Reminiscences of a Close Friend

The Fisherman, 2009
Oil on canvas, 22 x 38

DURING MY FIRST YEAR living in Minneapolis, I met Richard and Katherine [Lack] at the Jung Association summer party held at their house in Minnetonka in August 1982. Talking to the host, I asked [about] his work. He replied simply, “Artist.” I recall thinking, “Oh, great, another flakey ‘artist’ from the New York School.” (Jackson Pollock, etc.) If my reaction was jaundiced, there was a good reason. In college when I received a D- on an art history paper I had written on Vermeer I found in the Frick because the professor had disliked the representation tradition. I met with the head of the department and requested that she read the paper to determine whether, in fact, it had merited the grade. Within a week, the paper returned to me, the D- having been changed to an A-. Now, in 1982, here I was in the art scene again, but this time, I was in for a surprise when Lack said that his style was “representational”. I asked Lack if I could see his studio.

It was one of the few numinous experiences of my life to take that step into his studio, a studio that surely could have been the atelier of an Old Master or Monet–lofty ceiling, skylights to provide constant Northern lighting, the pungent smells of oil pigments, linseed oil, and turpentine, and the breathtaking visual display of paintings, finished and unfinished. These works all showed the subtle play of natural light on human faces and forms and the brilliance of natural colors found in the landscapes painted en plein air as Monet had done at different times of day–morning, afternoon, at dusk, and evening. “Here,” I told myself, “is a true artist,” surely one of only a handful in the world, one that through synchronicity I had found in Minneapolis, Minnesota. I had entered a magical world that I thought had long ago vanished, and I knew then that I never wanted to leave that world.

I last saw Richard in February 2009 and although he never again took paint brush to canvas, Katherine sent me The Fisherman “unfinished” and unvarnished (above). At my request, Allan Banks, (who studied with Lack) varnished the canvas as a final tribute to the artist. In September of that year, Richard took the voyage we all must take, The Fisherman being his final painting.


Copy the data word for word, keeping every line.

Start of DATA TO EXAMINE

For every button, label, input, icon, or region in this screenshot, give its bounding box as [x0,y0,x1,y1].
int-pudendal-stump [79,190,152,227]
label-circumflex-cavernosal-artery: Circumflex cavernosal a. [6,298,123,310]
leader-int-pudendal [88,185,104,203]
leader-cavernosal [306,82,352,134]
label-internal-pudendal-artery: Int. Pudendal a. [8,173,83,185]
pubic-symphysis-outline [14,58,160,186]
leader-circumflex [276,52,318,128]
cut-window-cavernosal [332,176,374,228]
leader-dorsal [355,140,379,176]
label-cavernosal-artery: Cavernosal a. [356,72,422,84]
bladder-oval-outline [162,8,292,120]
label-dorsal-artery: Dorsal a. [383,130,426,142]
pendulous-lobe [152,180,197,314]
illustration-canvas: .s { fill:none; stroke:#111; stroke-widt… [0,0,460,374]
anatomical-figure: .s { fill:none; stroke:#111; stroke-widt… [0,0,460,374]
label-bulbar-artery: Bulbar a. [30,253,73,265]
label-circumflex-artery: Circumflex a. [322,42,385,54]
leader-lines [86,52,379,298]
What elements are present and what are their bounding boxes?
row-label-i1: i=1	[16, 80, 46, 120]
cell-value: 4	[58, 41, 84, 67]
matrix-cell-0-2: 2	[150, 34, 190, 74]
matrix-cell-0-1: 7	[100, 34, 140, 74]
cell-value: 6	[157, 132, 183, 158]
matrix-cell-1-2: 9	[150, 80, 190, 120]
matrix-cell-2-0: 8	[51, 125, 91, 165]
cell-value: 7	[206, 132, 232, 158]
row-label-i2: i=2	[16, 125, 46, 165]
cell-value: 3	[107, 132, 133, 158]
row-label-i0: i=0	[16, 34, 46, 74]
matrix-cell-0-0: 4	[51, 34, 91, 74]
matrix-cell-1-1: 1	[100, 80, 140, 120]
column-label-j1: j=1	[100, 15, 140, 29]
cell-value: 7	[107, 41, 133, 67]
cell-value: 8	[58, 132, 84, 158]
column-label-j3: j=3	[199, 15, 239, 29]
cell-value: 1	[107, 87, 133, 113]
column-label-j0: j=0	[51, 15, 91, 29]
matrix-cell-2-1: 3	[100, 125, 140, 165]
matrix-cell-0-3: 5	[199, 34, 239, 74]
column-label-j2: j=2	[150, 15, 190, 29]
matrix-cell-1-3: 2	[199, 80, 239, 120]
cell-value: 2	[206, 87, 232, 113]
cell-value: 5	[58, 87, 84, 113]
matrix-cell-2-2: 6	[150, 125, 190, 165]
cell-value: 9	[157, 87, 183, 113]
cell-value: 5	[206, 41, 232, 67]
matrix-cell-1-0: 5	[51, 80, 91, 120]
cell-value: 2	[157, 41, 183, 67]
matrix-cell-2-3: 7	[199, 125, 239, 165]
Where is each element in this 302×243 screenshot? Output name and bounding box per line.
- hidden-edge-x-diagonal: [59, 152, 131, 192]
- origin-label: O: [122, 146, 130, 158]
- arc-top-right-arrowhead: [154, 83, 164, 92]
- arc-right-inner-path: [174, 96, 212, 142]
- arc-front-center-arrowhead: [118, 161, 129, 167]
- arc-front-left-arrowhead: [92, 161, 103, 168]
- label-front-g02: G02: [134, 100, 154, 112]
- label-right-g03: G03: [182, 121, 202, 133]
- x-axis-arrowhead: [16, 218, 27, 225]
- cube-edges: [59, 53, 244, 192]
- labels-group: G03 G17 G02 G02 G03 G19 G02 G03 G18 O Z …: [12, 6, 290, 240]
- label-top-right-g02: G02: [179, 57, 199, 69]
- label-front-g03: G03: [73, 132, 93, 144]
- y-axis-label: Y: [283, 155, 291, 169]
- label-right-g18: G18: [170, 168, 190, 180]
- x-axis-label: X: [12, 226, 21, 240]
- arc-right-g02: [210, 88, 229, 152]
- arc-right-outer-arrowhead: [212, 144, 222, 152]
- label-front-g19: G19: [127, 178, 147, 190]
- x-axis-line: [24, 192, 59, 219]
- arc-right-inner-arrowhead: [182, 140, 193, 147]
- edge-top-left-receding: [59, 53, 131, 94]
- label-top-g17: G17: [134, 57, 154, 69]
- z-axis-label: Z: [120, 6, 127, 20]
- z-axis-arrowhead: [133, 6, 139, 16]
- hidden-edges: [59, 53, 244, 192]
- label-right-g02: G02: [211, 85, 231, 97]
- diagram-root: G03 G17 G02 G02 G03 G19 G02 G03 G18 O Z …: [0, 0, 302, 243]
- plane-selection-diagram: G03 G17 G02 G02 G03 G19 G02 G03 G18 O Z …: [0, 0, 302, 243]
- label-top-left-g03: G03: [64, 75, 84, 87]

End of DATA TO EXAMINE

| ANSWER TO THIS TASK |
For every button, label, input, icon, or region in this screenshot, give its bounding box as [x0,y0,x1,y1].
int-pudendal-stump [79,190,152,227]
label-circumflex-cavernosal-artery: Circumflex cavernosal a. [6,298,123,310]
leader-int-pudendal [88,185,104,203]
leader-cavernosal [306,82,352,134]
label-internal-pudendal-artery: Int. Pudendal a. [8,173,83,185]
pubic-symphysis-outline [14,58,160,186]
leader-circumflex [276,52,318,128]
cut-window-cavernosal [332,176,374,228]
leader-dorsal [355,140,379,176]
label-cavernosal-artery: Cavernosal a. [356,72,422,84]
bladder-oval-outline [162,8,292,120]
label-dorsal-artery: Dorsal a. [383,130,426,142]
pendulous-lobe [152,180,197,314]
illustration-canvas: .s { fill:none; stroke:#111; stroke-widt… [0,0,460,374]
anatomical-figure: .s { fill:none; stroke:#111; stroke-widt… [0,0,460,374]
label-bulbar-artery: Bulbar a. [30,253,73,265]
label-circumflex-artery: Circumflex a. [322,42,385,54]
leader-lines [86,52,379,298]
What elements are present and what are their bounding boxes?
row-label-i1: i=1	[16, 80, 46, 120]
cell-value: 4	[58, 41, 84, 67]
matrix-cell-0-2: 2	[150, 34, 190, 74]
matrix-cell-0-1: 7	[100, 34, 140, 74]
cell-value: 6	[157, 132, 183, 158]
matrix-cell-1-2: 9	[150, 80, 190, 120]
matrix-cell-2-0: 8	[51, 125, 91, 165]
cell-value: 7	[206, 132, 232, 158]
row-label-i2: i=2	[16, 125, 46, 165]
cell-value: 3	[107, 132, 133, 158]
row-label-i0: i=0	[16, 34, 46, 74]
matrix-cell-0-0: 4	[51, 34, 91, 74]
matrix-cell-1-1: 1	[100, 80, 140, 120]
column-label-j1: j=1	[100, 15, 140, 29]
cell-value: 7	[107, 41, 133, 67]
cell-value: 8	[58, 132, 84, 158]
column-label-j3: j=3	[199, 15, 239, 29]
cell-value: 1	[107, 87, 133, 113]
column-label-j0: j=0	[51, 15, 91, 29]
matrix-cell-2-1: 3	[100, 125, 140, 165]
matrix-cell-0-3: 5	[199, 34, 239, 74]
column-label-j2: j=2	[150, 15, 190, 29]
matrix-cell-1-3: 2	[199, 80, 239, 120]
cell-value: 2	[206, 87, 232, 113]
cell-value: 5	[58, 87, 84, 113]
matrix-cell-2-2: 6	[150, 125, 190, 165]
cell-value: 9	[157, 87, 183, 113]
cell-value: 5	[206, 41, 232, 67]
matrix-cell-1-0: 5	[51, 80, 91, 120]
cell-value: 2	[157, 41, 183, 67]
matrix-cell-2-3: 7	[199, 125, 239, 165]
Where is each element in this 302×243 screenshot? Output name and bounding box per line.
- hidden-edge-x-diagonal: [59, 152, 131, 192]
- origin-label: O: [122, 146, 130, 158]
- arc-top-right-arrowhead: [154, 83, 164, 92]
- arc-right-inner-path: [174, 96, 212, 142]
- arc-front-center-arrowhead: [118, 161, 129, 167]
- arc-front-left-arrowhead: [92, 161, 103, 168]
- label-front-g02: G02: [134, 100, 154, 112]
- label-right-g03: G03: [182, 121, 202, 133]
- x-axis-arrowhead: [16, 218, 27, 225]
- cube-edges: [59, 53, 244, 192]
- labels-group: G03 G17 G02 G02 G03 G19 G02 G03 G18 O Z …: [12, 6, 290, 240]
- label-top-right-g02: G02: [179, 57, 199, 69]
- label-front-g03: G03: [73, 132, 93, 144]
- y-axis-label: Y: [283, 155, 291, 169]
- label-right-g18: G18: [170, 168, 190, 180]
- x-axis-label: X: [12, 226, 21, 240]
- arc-right-g02: [210, 88, 229, 152]
- arc-right-outer-arrowhead: [212, 144, 222, 152]
- label-front-g19: G19: [127, 178, 147, 190]
- x-axis-line: [24, 192, 59, 219]
- arc-right-inner-arrowhead: [182, 140, 193, 147]
- edge-top-left-receding: [59, 53, 131, 94]
- label-top-g17: G17: [134, 57, 154, 69]
- z-axis-label: Z: [120, 6, 127, 20]
- z-axis-arrowhead: [133, 6, 139, 16]
- hidden-edges: [59, 53, 244, 192]
- label-right-g02: G02: [211, 85, 231, 97]
- diagram-root: G03 G17 G02 G02 G03 G19 G02 G03 G18 O Z …: [0, 0, 302, 243]
- plane-selection-diagram: G03 G17 G02 G02 G03 G19 G02 G03 G18 O Z …: [0, 0, 302, 243]
- label-top-left-g03: G03: [64, 75, 84, 87]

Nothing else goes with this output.